Cloud Thinkering: Boon or Bane for IT Pros?

Sebastian BlogThe cloud vendor list is getting crowded and vibrant these days. EMC recently made a number of announcements including EMC Enterprise Hybrid Cloud and the acquisition of 3 cloud innovators Cloudscaling, Maginatics and Spanning. Now, Enterprise IT have the capability to build out its cloud blueprints and IT-as-a-Service consumption model with greater agility, efficiency, performance, security, control and choice. With the fast maturing cloud technologies and the promise of hybrid cloud services in enabling seamless management and provisioning of private and public cloud services, it is a sign and the coming of age of cloud computing for becoming one of the decade’s most disruptive technologies.
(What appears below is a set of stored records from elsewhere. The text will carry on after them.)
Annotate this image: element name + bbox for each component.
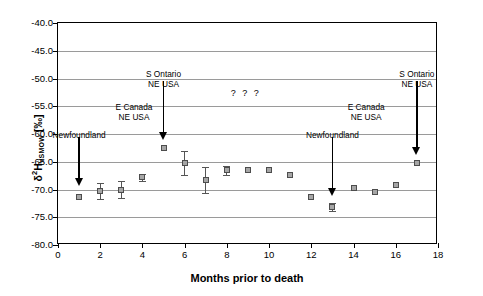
y-axis-tick-label: -60.0 xyxy=(31,129,53,139)
scatter-chart-figure: δ2HVSMOW [‰] -40.0-45.0-50.0-55.0-60.0-6… xyxy=(0,0,483,296)
gridline-y xyxy=(58,162,436,163)
data-point-marker xyxy=(414,160,420,166)
data-point-marker xyxy=(203,177,209,183)
x-axis-tick xyxy=(396,243,397,248)
error-bar-cap xyxy=(202,167,209,168)
data-point-marker xyxy=(329,204,335,210)
data-point-marker xyxy=(372,189,378,195)
y-axis-tick-label: -65.0 xyxy=(31,157,53,167)
x-axis-tick xyxy=(142,243,143,248)
data-point-marker xyxy=(245,167,251,173)
y-axis-title-superscript: 2 xyxy=(30,171,39,175)
annotation-e-canada-right: E CanadaNE USA xyxy=(348,102,385,122)
data-point-marker xyxy=(161,145,167,151)
y-axis-title: δ2HVSMOW [‰] xyxy=(30,115,44,182)
data-point-marker xyxy=(393,182,399,188)
annotation-arrow-shaft xyxy=(332,137,333,189)
annotation-arrow-head xyxy=(328,188,336,196)
gridline-y xyxy=(58,217,436,218)
y-axis-tick xyxy=(53,106,58,107)
error-bar-cap xyxy=(97,183,104,184)
gridline-y xyxy=(58,51,436,52)
y-axis-tick-label: -75.0 xyxy=(31,213,53,223)
y-axis-tick-label: -80.0 xyxy=(31,240,53,250)
gridline-y xyxy=(58,79,436,80)
x-axis-tick-label: 2 xyxy=(98,250,103,260)
error-bar-cap xyxy=(329,211,336,212)
data-point-marker xyxy=(266,167,272,173)
error-bar-cap xyxy=(181,175,188,176)
x-axis-tick xyxy=(185,243,186,248)
data-point-marker xyxy=(224,167,230,173)
annotation-arrow-head xyxy=(159,132,167,140)
data-point-marker xyxy=(97,188,103,194)
error-bar-cap xyxy=(181,151,188,152)
y-axis-tick-label: -50.0 xyxy=(31,74,53,84)
x-axis-tick-label: 4 xyxy=(140,250,145,260)
annotation-arrow-head xyxy=(75,178,83,186)
data-point-marker xyxy=(351,185,357,191)
y-axis-tick xyxy=(53,217,58,218)
y-axis-title-delta: δ xyxy=(32,175,44,181)
data-point-marker xyxy=(76,194,82,200)
error-bar-cap xyxy=(223,175,230,176)
y-axis-tick xyxy=(53,162,58,163)
x-axis-tick xyxy=(438,243,439,248)
x-axis-tick-label: 6 xyxy=(182,250,187,260)
plot-area: -40.0-45.0-50.0-55.0-60.0-65.0-70.0-75.0… xyxy=(57,22,437,244)
x-axis-tick xyxy=(269,243,270,248)
y-axis-tick xyxy=(53,23,58,24)
y-axis-tick-label: -45.0 xyxy=(31,46,53,56)
x-axis-tick-label: 16 xyxy=(390,250,401,260)
annotation-arrow-shaft xyxy=(416,81,417,147)
annotation-e-canada-left: E CanadaNE USA xyxy=(116,102,153,122)
error-bar-cap xyxy=(202,193,209,194)
x-axis-tick xyxy=(311,243,312,248)
error-bar-cap xyxy=(139,181,146,182)
x-axis-tick xyxy=(354,243,355,248)
data-point-marker xyxy=(118,187,124,193)
y-axis-tick-label: -40.0 xyxy=(31,18,53,28)
x-axis-tick xyxy=(227,243,228,248)
data-point-marker xyxy=(308,194,314,200)
x-axis-tick-label: 18 xyxy=(433,250,444,260)
annotation-question-marks: ? ? ? xyxy=(231,88,261,98)
x-axis-tick-label: 14 xyxy=(348,250,359,260)
x-axis-tick xyxy=(58,243,59,248)
data-point-marker xyxy=(182,160,188,166)
y-axis-tick xyxy=(53,51,58,52)
x-axis-tick-label: 12 xyxy=(306,250,317,260)
error-bar-cap xyxy=(118,181,125,182)
x-axis-tick-label: 8 xyxy=(224,250,229,260)
annotation-arrow-shaft xyxy=(163,81,164,132)
annotation-arrow-head xyxy=(412,147,420,155)
y-axis-tick-label: -55.0 xyxy=(31,102,53,112)
gridline-y xyxy=(58,134,436,135)
y-axis-tick xyxy=(53,190,58,191)
annotation-arrow-shaft xyxy=(78,137,79,179)
data-point-marker xyxy=(287,172,293,178)
y-axis-tick xyxy=(53,79,58,80)
x-axis-title: Months prior to death xyxy=(57,272,437,284)
x-axis-tick xyxy=(100,243,101,248)
y-axis-tick-label: -70.0 xyxy=(31,185,53,195)
error-bar-cap xyxy=(97,199,104,200)
x-axis-tick-label: 10 xyxy=(264,250,275,260)
data-point-marker xyxy=(139,174,145,180)
x-axis-tick-label: 0 xyxy=(55,250,60,260)
gridline-y xyxy=(58,190,436,191)
error-bar-cap xyxy=(118,198,125,199)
My visit to the recent Cloud Expo Asia 2014 event held in Singapore attests to it. Cloud Expo Asia is a marquee cloud event in the region, with international vendors showcasing their latest cloud plays and innovations. It is interesting to see more data centers and hosting facilities springing up in the region in the last couple of years since the end of the dotcom era. These data center players are now adopting cloud services and offering them to their customers with defined SLAs. Quite impressive, if you compare them to the standard shared and dedicated server hosting, co-location services and managed hosting services — a hallmark of hosting service providers for the past decade.

In my recent conversations with IT professionals, the talking point du jour is the perceived precipice of IT job loss with their organization’s adoption of cloud technologies. Nothing can be further than the truth.

In a hyper-connected world, change is the only constant. The demand for faster, control, visibility and lower cost IT solutions is fodder for business application users looking outside enterprise IT where the latter has been inapt in fueling such requirements. This is already happening and it’s just the tip of the iceberg. Enterprise IT needs to recognize the hybrid cloud trends and incorporate a cloud strategy in their IT blueprints. As the saying goes, “resistance is futile”!

Not everything is doom and gloom for IT professionals. With the advent of cloud services adoption, herein lies a once-in-a-decade opportunity for enterprise IT to transform itself from a cost center to a business enabler. In the greater scheme of things, enterprise IT may aim to adopt data analytics to provide business leaders with real-time and accurate data for better decision makings. It cannot however, leave data protection or business continuity out of the cloud adoption strategy. If the backup operations still rely on legacy backup infrastructure such as tape storage and backup silos, you just won’t stand a chance to meet backup windows service levels or provide granular data recovery for born-in-the-cloud and next-gen applications.

With the slew of new cloud service providers and their differentiated plays in the market, it seems that the kickshaws will find no place in the cloud vernacular. Organizations are future-proofing their cloud investments with cloud vendors that have seamless data protection in the cloud service model. Likewise, IT pros need to future-proof their career by embracing cloud technology trends and offer value add to their business users in providing managed cloud-based IT services.

The data center players and hosting service providers have transformed their business models from offering plain vanilla hosting services to cloud-based service subscription model. I believe it is also the right path for enterprise IT for their business users.

About the Author: Sebastian Yiang

Product Marketing Consultant, Dell EMC Storage & Data Protection, Asia Pacific and Japan I started out in the IT industry almost 25 years ago as a systems analyst in a large telco within its Internet Service Provider business unit to drive product and business development for consumer and enterprise Internet services. I then had the opportunity to do business development and product marketing for connected consumer electronics, managed hosting and data center services, and storage solutions before I joined EMC. My current role at Dell EMC is product marketing consultant for Data Protection Solutions for Asia Pacific and Japan region. I am based in sunny Singapore and enjoy traveling with my family.